In the spring of 1957 a manuscript of her novel was ready. It was originally titled Go Set a Watchman.

The publishing house J. B. Lippincott Company agreed to publish it, but they told it required a lot of editing. For 3 following years the writer collaborated with the company’s editor Tay Hohoff (Therese von Hohoff Torrey) who helped her to give the book its final form. A new title for the novel was chosen – To Kill a Mockingbird. Before publishing her book, Nelle Harper Lee adopted a shorter pen name Harper Lee.

The book was published in 1960 and became an immediate success, to the great surprise of its author. It was awarded the Pulitzer Prize for Fiction in 1961. The book still remains a bestseller. The novel was called the “Best Novel of the Century” by the Library Journal in 1999.

After Lee finished the novel, she and Truman Capote traveled to Holcomb, Kansas, to research the reaction of the town residents to the murder of a local farmer and his family members. The material they collected was then used by Capote to write his bestseller non-fiction novel In Cold Blood, published in 1966.

After publishing her unexpectedly famous novel, Harper Lee almost completely disappeared from public view.

In 1966, she was appointed to the National Council on the Arts by the Lyndon B. Johnson, the President of the United States at the time.

Although the writer accepted the awards provided to her, she rarely spoke in public and despite working on several other books, never completed any. The only writings she published were short essays and articles.

In 2005, Lee received the inaugural ATTY Award for positive depictions of lawyers in her book from the Spector Gadon & Rosen Foundation. The same year she also accepted the Los Angeles Public Library Literary Award.
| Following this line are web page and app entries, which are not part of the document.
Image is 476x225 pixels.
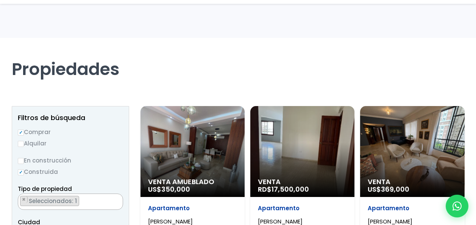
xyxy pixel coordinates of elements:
[12,38,465,80] h1: Propiedades
[18,139,123,148] label: Alquilar
[148,205,237,212] p: Apartamento
[368,185,410,194] span: US$
[258,185,309,194] span: RD$
[368,205,457,212] p: Apartamento
[381,185,410,194] span: 369,000
[18,185,72,193] span: Tipo de propiedad
[18,194,22,210] textarea: Search
[22,196,26,203] span: ×
[148,178,237,186] span: Venta Amueblado
[115,196,119,203] span: ×
[18,156,123,165] label: En construcción
[18,141,24,147] input: Alquilar
[272,185,309,194] span: 17,500,000
[18,167,123,177] label: Construida
[28,197,79,205] span: Seleccionados: 1
[18,127,123,137] label: Comprar
[20,196,79,206] li: APARTAMENTO
[258,205,347,212] p: Apartamento
[18,114,123,122] h2: Filtros de búsqueda
[20,196,28,203] button: Remove item
[148,185,190,194] span: US$
[18,130,24,136] input: Comprar
[18,169,24,175] input: Construida
[18,158,24,164] input: En construcción
[161,185,190,194] span: 350,000
[368,178,457,186] span: Venta
[258,178,347,186] span: Venta
[114,196,119,203] button: Remove all items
One year later, in 2006, she accepted an honorary degree from the University of Notre Dame.

In 2007, she was awarded the Presidential Medal of Freedom, the highest civilian award in the US, by the President George W. Bush.
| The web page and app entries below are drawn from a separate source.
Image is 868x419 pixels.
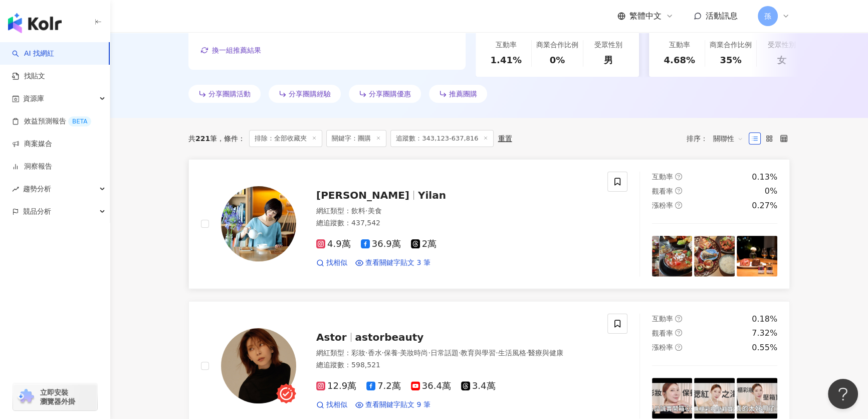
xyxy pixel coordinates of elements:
[768,40,796,51] div: 受眾性別
[752,314,777,325] div: 0.18%
[16,389,36,405] img: chrome extension
[23,87,44,110] span: 資源庫
[694,377,735,418] img: post-image
[496,40,517,51] div: 互動率
[675,329,682,336] span: question-circle
[40,388,75,406] span: 立即安裝 瀏覽器外掛
[459,348,460,357] span: ·
[356,258,431,268] a: 查看關鍵字貼文 3 筆
[369,90,411,98] span: 分享團購優惠
[706,11,738,21] span: 活動訊息
[675,173,682,180] span: question-circle
[391,130,494,147] span: 追蹤數：343,123-637,816
[498,348,526,357] span: 生活風格
[289,90,331,98] span: 分享團購經驗
[13,383,97,410] a: chrome extension立即安裝 瀏覽器外掛
[752,172,777,183] div: 0.13%
[361,238,401,250] span: 36.9萬
[460,348,496,357] span: 教育與學習
[752,328,777,339] div: 7.32%
[737,236,777,276] img: post-image
[497,134,512,143] div: 重置
[316,360,595,370] div: 總追蹤數 ： 598,521
[526,348,529,357] span: ·
[316,348,595,358] div: 網紅類型 ：
[209,90,251,98] span: 分享團購活動
[418,189,446,201] span: Yilan
[664,53,695,66] div: 4.68%
[189,159,790,289] a: KOL Avatar[PERSON_NAME]Yilan網紅類型：飲料·美食總追蹤數：437,5424.9萬36.9萬2萬找相似查看關鍵字貼文 3 筆互動率question-circle0.13...
[752,200,777,211] div: 0.27%
[752,342,777,353] div: 0.55%
[189,134,217,143] div: 共 筆
[461,380,496,392] span: 3.4萬
[316,331,347,343] span: Astor
[368,207,382,215] span: 美食
[652,329,673,337] span: 觀看率
[595,40,623,51] div: 受眾性別
[200,42,261,58] button: 換一組推薦結果
[411,238,437,250] span: 2萬
[604,53,613,66] div: 男
[23,178,51,200] span: 趨勢分析
[316,218,595,228] div: 總追蹤數 ： 437,542
[496,348,497,357] span: ·
[550,53,566,66] div: 0%
[367,380,401,392] span: 7.2萬
[398,348,400,357] span: ·
[765,186,777,197] div: 0%
[675,343,682,351] span: question-circle
[828,379,858,409] iframe: Help Scout Beacon - Open
[652,343,673,351] span: 漲粉率
[490,53,521,66] div: 1.41%
[351,207,365,215] span: 飲料
[720,53,742,66] div: 35%
[316,400,347,410] a: 找相似
[365,348,368,357] span: ·
[12,161,52,172] a: 洞察報告
[382,348,384,357] span: ·
[12,139,52,149] a: 商案媒合
[777,53,786,66] div: 女
[217,134,245,143] span: 條件 ：
[675,201,682,209] span: question-circle
[765,10,771,22] span: 孫
[327,130,387,147] span: 關鍵字：團購
[12,48,54,59] a: searchAI 找網紅
[652,201,673,210] span: 漲粉率
[316,238,351,250] span: 4.9萬
[316,206,595,216] div: 網紅類型 ：
[365,207,368,215] span: ·
[675,315,682,322] span: question-circle
[12,71,45,81] a: 找貼文
[23,200,51,223] span: 競品分析
[8,13,62,33] img: logo
[652,236,693,276] img: post-image
[12,117,91,126] a: 效益預測報告BETA
[536,40,578,51] div: 商業合作比例
[652,377,693,418] img: post-image
[195,134,210,143] span: 221
[316,258,347,268] a: 找相似
[449,90,477,98] span: 推薦團購
[411,380,451,392] span: 36.4萬
[675,187,682,194] span: question-circle
[431,348,459,357] span: 日常話題
[368,348,382,357] span: 香水
[529,348,564,357] span: 醫療與健康
[652,172,673,181] span: 互動率
[351,348,365,357] span: 彩妝
[365,258,431,268] span: 查看關鍵字貼文 3 筆
[687,131,749,146] div: 排序：
[316,380,356,392] span: 12.9萬
[737,377,777,418] img: post-image
[327,400,347,410] span: 找相似
[400,348,428,357] span: 美妝時尚
[316,189,410,201] span: [PERSON_NAME]
[652,187,673,195] span: 觀看率
[384,348,398,357] span: 保養
[630,10,662,22] span: 繁體中文
[12,186,19,192] span: rise
[710,40,752,51] div: 商業合作比例
[428,348,430,357] span: ·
In 2010, she was presented with the National Medal of Arts by Barack Obama.

In 2011, a manuscript of Go Set a Watchman was found in Harper Lee’s safe-deposit box by her lawyer Tonja Carter. In 2014, a decision was made to publish it, and in 2015 the book was published as a sequel to To Kill a Mockingbird, despite actually being an early draft of the latter. The books differ in plot, but there are many same phrases and passages found in both of them.

The Go Set a Watchman was the last published book in the writer’s lifetime. Harper Lee died on February 19, 2016, aged 89.

List of Writing

Books

  1. To Kill a Mockingbird (1960)
  2. Go Set a Watchman (2015)

Articles

  1. “Love—In Other Words”. Vogue. April 15, 1961. pp. 64–65.
  2. “Christmas to Me”. McCall’s. December 1961.
  3. “When Children Discover America”. McCall’s. August 1965.
  4. “Romance and High Adventure”. 1983. A paper presented in Eufaula, Alabama, and collected in the anthology Clearings in the Thicket (1985).
  5. “Open letter to Oprah Winfrey”. O: The Oprah Magazine. July 2006.